In basic terms, a machine learning algorithm works by creating a model that learns from the historical data it’s been fed to make predictions about new data it receives. But the process usually goes very poorly in the beginning, which is to be expected, says Curtis, who is a founding member of the OptML (Optimization and Machine Learning) Research Group at Lehigh.

For example, an image classification algorithm might initially misinterpret a picture of a cat as a dog. The typical solution, Curtis says, is to feed the machine more and more data so the algorithm can update its model in a way that it can make better predictions.

In the field’s parlance, machines learn through what’s called a “loss function,” which measures the predictive accuracy of a model for a given set of data. If predictions deviate too much from actual results, the loss function is represented mathematically as a very large number.

The job of the data scientist is to minimize the loss function—i.e., to reduce the degree of error in those predictions. That’s what “optimization” means in the context of ML, explains Curtis, and it’s critical to advancing the technology that is driving innovation in areas such as medical diagnostics, autonomous vehicles, and speech recognition, just to name a few.

With the stochastic gradient method (the approach pioneered by Robbins and Monro), the loss function used by the algorithm acts as a kind of barometer, gauging accuracy with each iteration of updates to its model, and continually adjusting it to yield the smallest possible error.

In the image classification example, it would be a very slow process for a computer to go through all the images in a data set, Curtis says, and then update its model (a full-on “wash, rinse, repeat” approach).

The magic of the Robbins-Monro algorithm, he says, is that it employs a sampling method.

“What that means is,” Curtis says, “rather than going through all the data first and then updating its model, the algorithm randomly chooses a small bit of it and uses that to update it; and then it grabs another random bit of data, and does it over and over again until it has gone through all the data.”

By using a stochastic gradient method, the machine ends up processing the same amount of data as other methods, but many more updates of the model that have led to improvements in its predictive accuracy will have been done. Essentially, you get a better result more quickly with the same amount of computation.

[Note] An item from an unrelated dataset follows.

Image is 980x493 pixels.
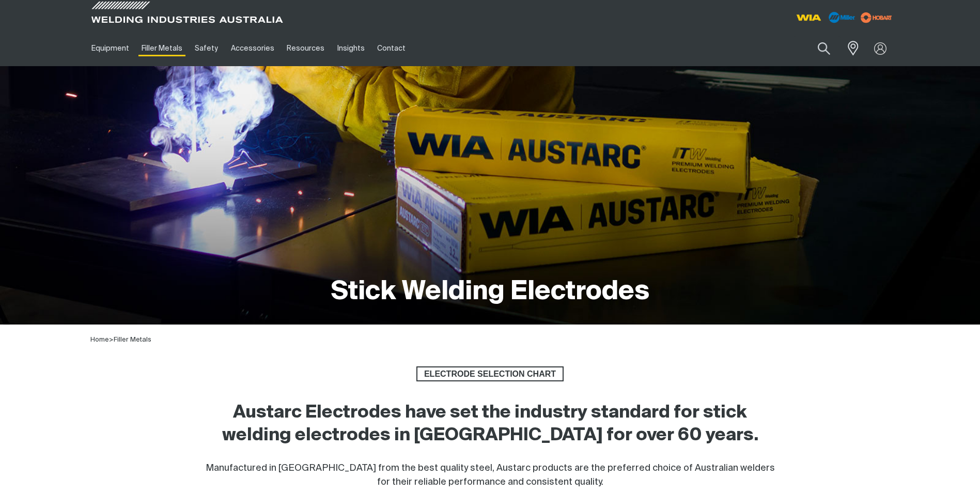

Increasing transparency in decision-making

In machine learning, “these optimization algorithms are becoming more and more important, for two reasons,” says Sihong Xie, an assistant professor of computer science and engineering. “One is that, as the data sets become larger and larger, you cannot process all the data at the same time; and the second reason is that we can formulate an optimization problem that will analyze why the machine learning algorithm makes a particular decision.”

The latter is particularly important when applying machine learning to make decisions involving human users. Xie and his research group are investigating the transparency of machine learning models, because, as he explains, despite all of the advances driven by the technology in recent years, there are still significant open questions to be addressed.

One of them is that the algorithms that can learn from data and make predictions are still somewhat of a black box to the end user.

For example, imagine that you and a colleague are on a social network of job-seekers, akin to LinkedIn. You’re both in the same field, and equally qualified, but as you discuss your prospects over a cup of coffee, it’s clear that your friend has been seeing more high-quality job postings than you have.

It makes you wonder: What information did the site’s algorithm use to generate the recommendations in the first place?

And are you not seeing some postings because of your age or your gender or something in your past experience? If so, the algorithm that produced the recommendations is suboptimal because its results are unfairly discriminatory, says Xie.

In late 2021, Xie’s PhD students Jiaxin Liu and Chao Chen presented the results of their work at two renowned meetings on information retrieval and data mining (Liu, at the ACM International Conference on Information and Knowledge Management, and Chen, at the IEEE International Conference on Data Mining).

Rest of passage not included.